WORK ITEM: Could you output exactly the lines running from the one containing "Image resolution: width=573" to the final line of the listing below, leaving out pictures?

EXERCISE MATERIALS:

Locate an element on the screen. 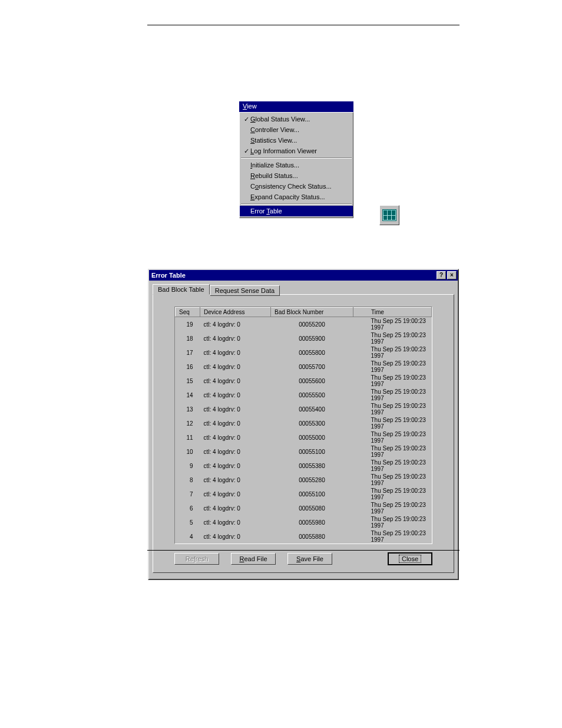 The width and height of the screenshot is (562, 728). close-dialog-button: Close is located at coordinates (410, 559).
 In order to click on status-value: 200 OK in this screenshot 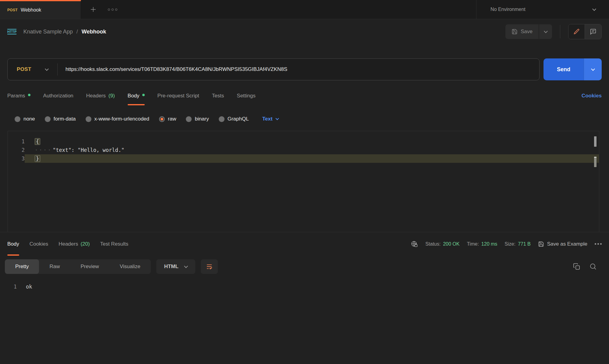, I will do `click(451, 244)`.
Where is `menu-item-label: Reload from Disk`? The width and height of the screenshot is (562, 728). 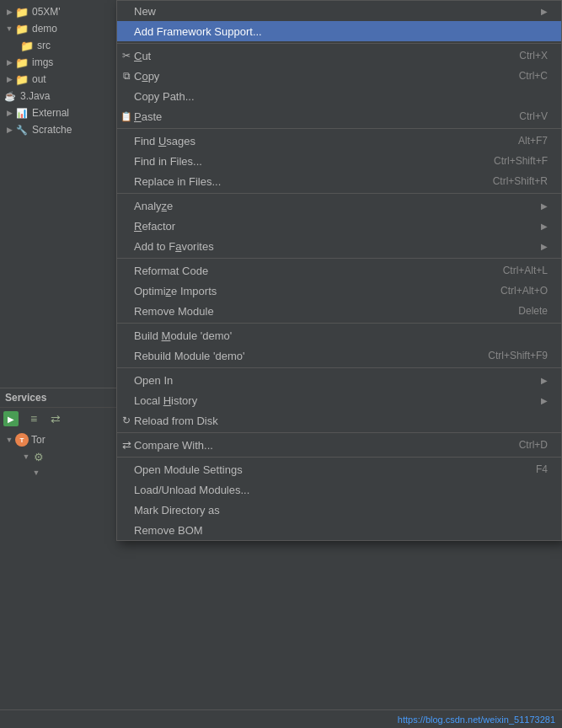
menu-item-label: Reload from Disk is located at coordinates (340, 421).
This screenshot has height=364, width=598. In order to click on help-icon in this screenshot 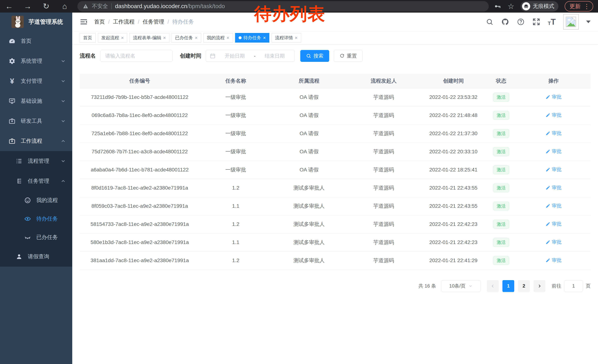, I will do `click(521, 22)`.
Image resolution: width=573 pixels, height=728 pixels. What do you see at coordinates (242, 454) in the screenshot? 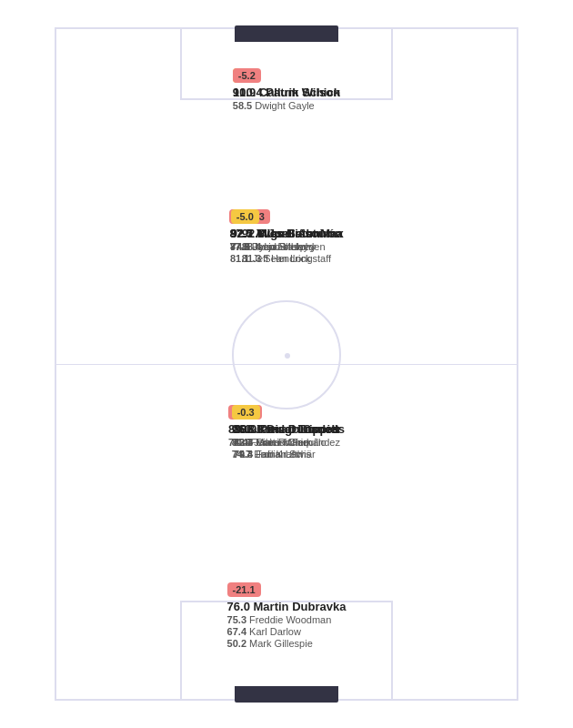
I see `alt-score: 74.7` at bounding box center [242, 454].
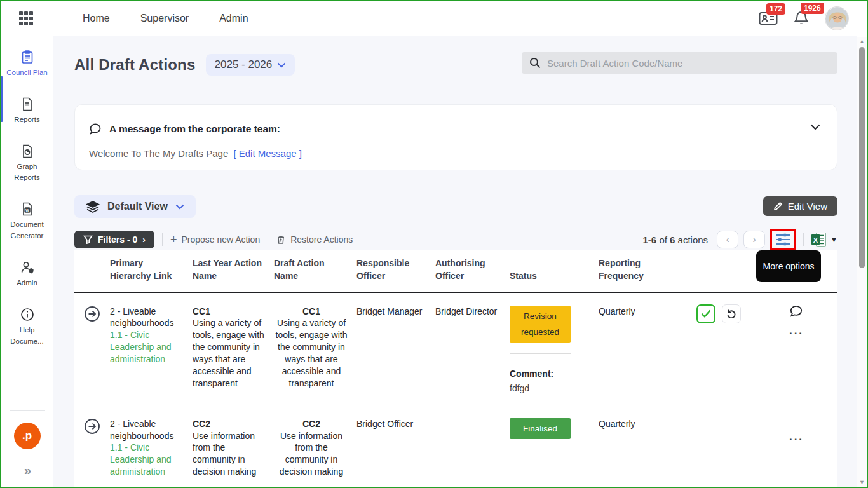 This screenshot has height=488, width=868. What do you see at coordinates (689, 64) in the screenshot?
I see `search-input` at bounding box center [689, 64].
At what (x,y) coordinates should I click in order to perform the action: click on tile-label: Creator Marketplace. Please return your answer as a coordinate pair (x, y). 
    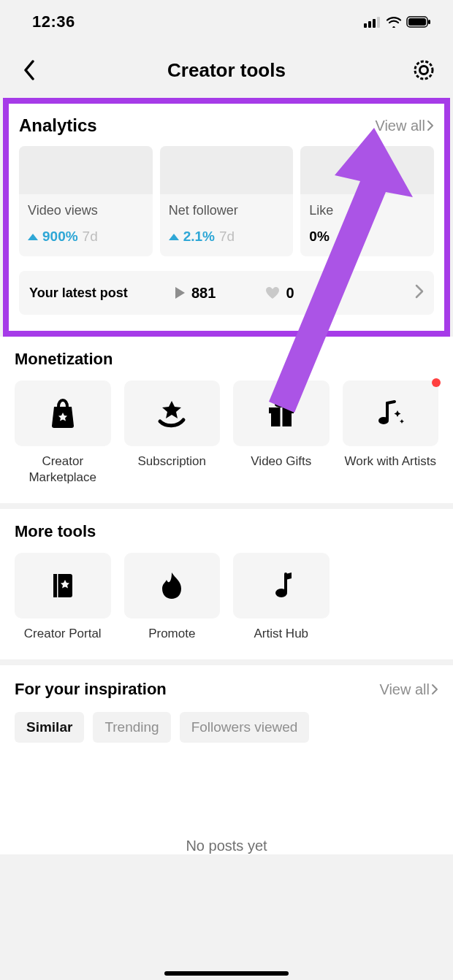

EXERCISE SOLUTION:
Image resolution: width=573 pixels, height=728 pixels. What do you see at coordinates (242, 454) in the screenshot? 
I see `alt-score: 74.7` at bounding box center [242, 454].
 This screenshot has height=488, width=868. What do you see at coordinates (689, 64) in the screenshot?
I see `search-input` at bounding box center [689, 64].
At what (x,y) coordinates should I click in order to perform the action: click on tile-label: Creator Marketplace. Please return your answer as a coordinate pair (x, y). 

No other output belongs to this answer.